For 1st Edition Base Charizard, Thin vs Thick stamp is a well‑known nuance, but most of the long‑term price structure is still driven by condition and grade before stamp variety.

In practice:

  • Some collectors build Thin or Thick master runs.
  • Others are comfortable with either, focusing on centering, color, and holo quality.
  • Price differences between Thin and Thick in the same grade can be modest and very dependent on individual auction dynamics.

This Goldin sale confirms that Thin Stamp copies in BGS 9 remain in demand alongside their Thick Stamp counterparts.

What this sale means for collectors

For different types of collectors and small sellers, a sale like this can mean different things.

For newcomers

  • This card is one of the clearest examples of how a combination of nostalgia, character importance, and early set status can create a long‑running market anchor.
  • You don’t need to chase a five‑figure Charizard to enjoy the hobby. But understanding why this card sits where it does helps you read the broader Pokémon landscape.

For returning collectors

  • If you grew up with Base Set, this result is a reminder that condition is everything. The difference between a well‑loved childhood Charizard and a BGS 9 mint copy is huge.
  • It may be worth having old copies graded if they appear very clean, but grading should be approached with a clear view of current grading fees and realistic condition assessments.

For active hobbyists and small sellers

  • This sale offers a fresh reference point when you’re discussing high‑end 1st Edition Charizard with buyers or consignors.
  • It reinforces the idea that presentation plus venue matter: major characters in strong grades often do best when photographed well and offered through platforms that reach serious bidders.

Final thoughts

The 1999 Pokémon Base Set 1st Edition Holo #4 Charizard, Thin Stamp, in BGS MINT 9 remains one of the hobby’s most studied and tracked cards.
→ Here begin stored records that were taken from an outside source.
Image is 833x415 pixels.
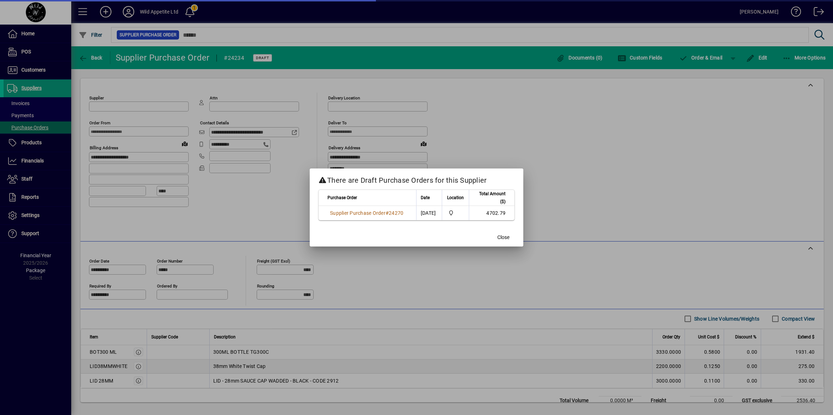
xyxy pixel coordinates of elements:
[328,209,406,217] a: Supplier Purchase Order#24270
[497,234,509,241] span: Close
[447,194,464,201] span: Location
[473,190,506,205] span: Total Amount ($)
[416,206,442,220] td: [DATE]
[328,194,357,201] span: Purchase Order
[469,206,514,220] td: 4702.79
[421,194,430,201] span: Date
[389,210,403,216] span: 24270
[446,209,465,217] span: Wild Appetite Ltd
[492,231,515,244] button: Close
[386,210,389,216] span: #
[330,210,386,216] span: Supplier Purchase Order
[310,168,523,189] h2: There are Draft Purchase Orders for this Supplier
The $42,700 sale at Goldin on May 11, 2026 doesn’t rewrite the story of this card, but it does add another clear marker for where mint‑grade copies are currently landing.

As always, recent sales provide context rather than promises. For collectors, the real value in tracking results like this is the perspective they provide: how early Pokémon grails behave over time, how condition and grading shape those outcomes, and how enduring demand for key characters like Charizard continues to define the market’s foundation.

At figoca, we follow these sales so you can spend more time deciding what you actually want in your collection—and less time guessing what’s happening in the market.